### DIRECTIONS FOR THIS TASK
Output every line from the beginning of the records through the line that contains "The width and", exactly as it appears.

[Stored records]
§
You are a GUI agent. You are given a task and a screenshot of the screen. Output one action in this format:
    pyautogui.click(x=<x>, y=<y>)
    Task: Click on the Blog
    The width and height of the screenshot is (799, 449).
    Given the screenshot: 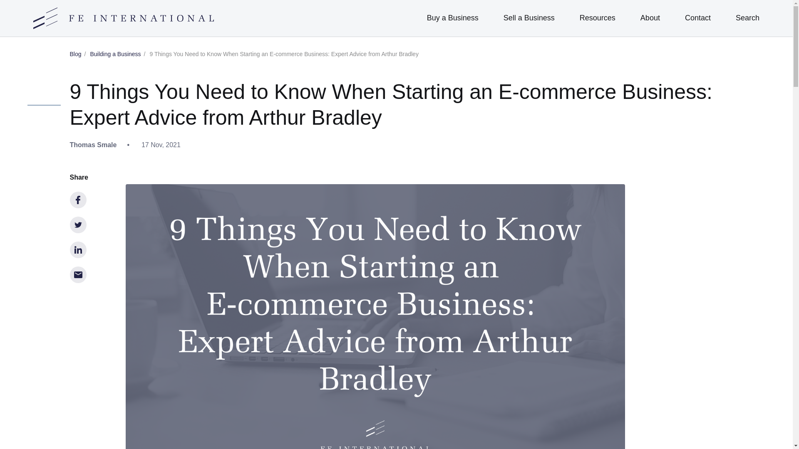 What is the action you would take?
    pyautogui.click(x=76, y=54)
§
### TASK RESPONSE
You are a GUI agent. You are given a task and a screenshot of the screen. Output one action in this format:
    pyautogui.click(x=<x>, y=<y>)
    Task: Click on the Blog
    The width and height of the screenshot is (799, 449).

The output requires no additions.